Sheep, beef and dairy graziers Laura and Justin Davie showcased their bale-grazing system on their 230ha farm Longview in Fairfax, southeast of Otautau.
Longview was the third and final stop on the Lower Aparima Catchment Group "whitebait and wintering" tour earlier this month.
The wintering system features hay bales spaced across a paddock and stock grazing breaks of hay and pasture through winter.
Cattle were given access to a new break of six hay bales every three days.
Mr Davie said the beauty of the system was the bales could be set across a paddock before winter and it took about 10 minutes every three days to remove bale netting and shift a water trough.
The Davies were in their fourth winter using a bale-grazing system on Longview.
The system had allowed them to remove winter cropping from their farm operation.
However, bale grazing requires twice as much area as winter cropping to feed the same number of cattle.
A bale-grazing system, including producing all the high-quality hay themselves, was cheaper than getting a crop direct-drilled, Mr Davie said.
"This system costs us less than $1 a day per heifer. It works financially for us and it works for our system."
Paddocks used in a bale-grazing system had livestock excluded from the end of February.
A "blueprint" formula to calculate what was required for a bale-grazing system to suit any farm consists of 100 cows needing 15 bales and half a hectare every three days.
However, if adverse weather hits, the cattle could be moved to a new break every second day to give them more room.
A limitation of a bale-grazing system in Southland was the ability to make hay.
"If you have some dry weather, why not make some hay? This dry fibre for cattle is really helpful in winter."
Baleage, compared to hay, was a cold, damp feed.
The Davies’ bale-grazing system required 600 bales of hay, which could be a "daunting" prospect in Southland.
There was always a window of favourable weather to make hay in Southland but you needed to be on the ball.
"You have to be prepared to pull the trigger."
A motivation for using a bale-grazing system was every part of their farm was available to livestock in spring.
When a paddock was in a winter crop, it was being cultivated in the spring and was unavailable for grazing.
The hay in a bale-grazing system was on the ground, rather than in a ring feeder.
Mrs Davie said some farmers argued a ring feeder reduced feed wastage, but she countered cattle in a bale-grazing system ate less because they were warmer, as they used the hay as bedding.
Also cattle surrounding a ring feeder had the potential to produce more mud than when hay was on the ground.
Any residual hay broke down in paddocks by December — the material increasing the worm population in the soil, Mrs Davie said.
"For us that little bit of wastage is a benefit to us because our cows are happier and our soil is getting healthier."
Bale-grazing learnings from the three past winters include the best place to store hay: on their rounds at the northern side of a hedge, in a single stack.
"If you start stacking them up, they collect water."
Mr Davie said some farmers they knew did calving in a bale-grazing system.
"It is a nice, dry area for calves to sit on the hay bales."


#### [How to complete this task]
The answer should match the entries that follow exactly, except that no image appears in it.
══ Given information ══
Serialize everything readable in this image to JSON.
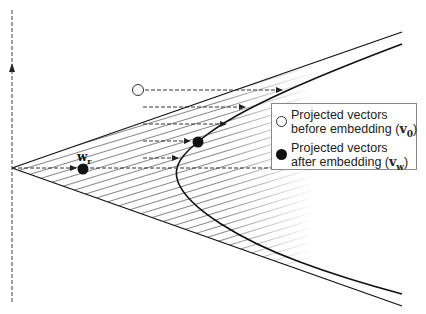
{
  "figure": {
    "type": "geometric diagram",
    "colors": {
      "line": "#111111",
      "hatch": "#555555",
      "dashed": "#444444",
      "legend_border": "#888888",
      "background": "#ffffff"
    }
  },
  "labels": {
    "point_label_main": "w",
    "point_label_sub": "r"
  },
  "legend": {
    "items": [
      {
        "marker": "open-circle",
        "line1": "Projected vectors",
        "line2_prefix": "before embedding (",
        "symbol": "v",
        "subscript": "0",
        "line2_suffix": ")"
      },
      {
        "marker": "filled-circle",
        "line1": "Projected vectors",
        "line2_prefix": "after embedding (",
        "symbol": "v",
        "subscript": "w",
        "line2_suffix": ")"
      }
    ]
  },
  "geometry": {
    "axis": {
      "x": 12,
      "y_top": 8,
      "y_bottom": 302,
      "arrow_y": 70
    },
    "apex": [
      12,
      168
    ],
    "cone_upper_end": [
      402,
      32
    ],
    "cone_lower_end": [
      402,
      306
    ],
    "hyperbola": {
      "top_end": [
        402,
        44
      ],
      "vertex": [
        176,
        168
      ],
      "bottom_end": [
        402,
        294
      ]
    },
    "open_point": [
      138,
      90
    ],
    "after_point": [
      198,
      142
    ],
    "wr_point": [
      83,
      169
    ],
    "dashed_arrows": [
      {
        "y": 90,
        "x_start": 145,
        "x_end": 282
      },
      {
        "y": 107,
        "x_start": 143,
        "x_end": 245
      },
      {
        "y": 124,
        "x_start": 143,
        "x_end": 226
      },
      {
        "y": 141,
        "x_start": 143,
        "x_end": 190
      },
      {
        "y": 158,
        "x_start": 143,
        "x_end": 178
      },
      {
        "y": 168,
        "x_start": 12,
        "x_end": 76
      }
    ]
  }
}
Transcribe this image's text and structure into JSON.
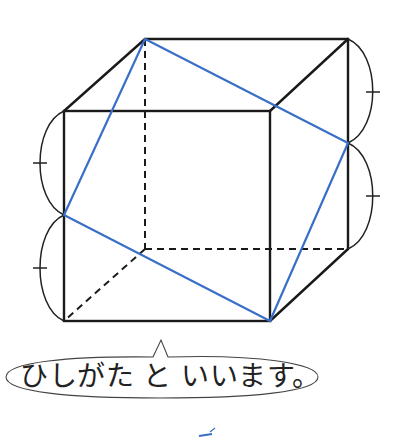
{
  "figure": {
    "type": "cube-with-rhombus",
    "colors": {
      "edge": "#1a1a1a",
      "rhombus": "#3a6fc8",
      "mark": "#3a6fc8"
    },
    "cube_vertices": {
      "front_top_left": [
        64,
        111
      ],
      "front_top_right": [
        270,
        111
      ],
      "front_bottom_left": [
        64,
        321
      ],
      "front_bottom_right": [
        270,
        321
      ],
      "back_top_left": [
        145,
        39
      ],
      "back_top_right": [
        348,
        39
      ],
      "back_bottom_left": [
        145,
        249
      ],
      "back_bottom_right": [
        348,
        249
      ]
    },
    "rhombus_vertices": [
      [
        145,
        39
      ],
      [
        348,
        143
      ],
      [
        270,
        321
      ],
      [
        64,
        215
      ]
    ],
    "equal_length_marks": 4
  },
  "speech_bubble": {
    "text": "ひしがた と いいます。"
  }
}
═══
#### [Output]
Serialize everything readable in this image to JSON.
{
  "figure": {
    "type": "geometric diagram",
    "colors": {
      "line": "#111111",
      "hatch": "#555555",
      "dashed": "#444444",
      "legend_border": "#888888",
      "background": "#ffffff"
    }
  },
  "labels": {
    "point_label_main": "w",
    "point_label_sub": "r"
  },
  "legend": {
    "items": [
      {
        "marker": "open-circle",
        "line1": "Projected vectors",
        "line2_prefix": "before embedding (",
        "symbol": "v",
        "subscript": "0",
        "line2_suffix": ")"
      },
      {
        "marker": "filled-circle",
        "line1": "Projected vectors",
        "line2_prefix": "after embedding (",
        "symbol": "v",
        "subscript": "w",
        "line2_suffix": ")"
      }
    ]
  },
  "geometry": {
    "axis": {
      "x": 12,
      "y_top": 8,
      "y_bottom": 302,
      "arrow_y": 70
    },
    "apex": [
      12,
      168
    ],
    "cone_upper_end": [
      402,
      32
    ],
    "cone_lower_end": [
      402,
      306
    ],
    "hyperbola": {
      "top_end": [
        402,
        44
      ],
      "vertex": [
        176,
        168
      ],
      "bottom_end": [
        402,
        294
      ]
    },
    "open_point": [
      138,
      90
    ],
    "after_point": [
      198,
      142
    ],
    "wr_point": [
      83,
      169
    ],
    "dashed_arrows": [
      {
        "y": 90,
        "x_start": 145,
        "x_end": 282
      },
      {
        "y": 107,
        "x_start": 143,
        "x_end": 245
      },
      {
        "y": 124,
        "x_start": 143,
        "x_end": 226
      },
      {
        "y": 141,
        "x_start": 143,
        "x_end": 190
      },
      {
        "y": 158,
        "x_start": 143,
        "x_end": 178
      },
      {
        "y": 168,
        "x_start": 12,
        "x_end": 76
      }
    ]
  }
}
Transcribe this image's text and structure into JSON.
{
  "figure": {
    "type": "cube-with-rhombus",
    "colors": {
      "edge": "#1a1a1a",
      "rhombus": "#3a6fc8",
      "mark": "#3a6fc8"
    },
    "cube_vertices": {
      "front_top_left": [
        64,
        111
      ],
      "front_top_right": [
        270,
        111
      ],
      "front_bottom_left": [
        64,
        321
      ],
      "front_bottom_right": [
        270,
        321
      ],
      "back_top_left": [
        145,
        39
      ],
      "back_top_right": [
        348,
        39
      ],
      "back_bottom_left": [
        145,
        249
      ],
      "back_bottom_right": [
        348,
        249
      ]
    },
    "rhombus_vertices": [
      [
        145,
        39
      ],
      [
        348,
        143
      ],
      [
        270,
        321
      ],
      [
        64,
        215
      ]
    ],
    "equal_length_marks": 4
  },
  "speech_bubble": {
    "text": "ひしがた と いいます。"
  }
}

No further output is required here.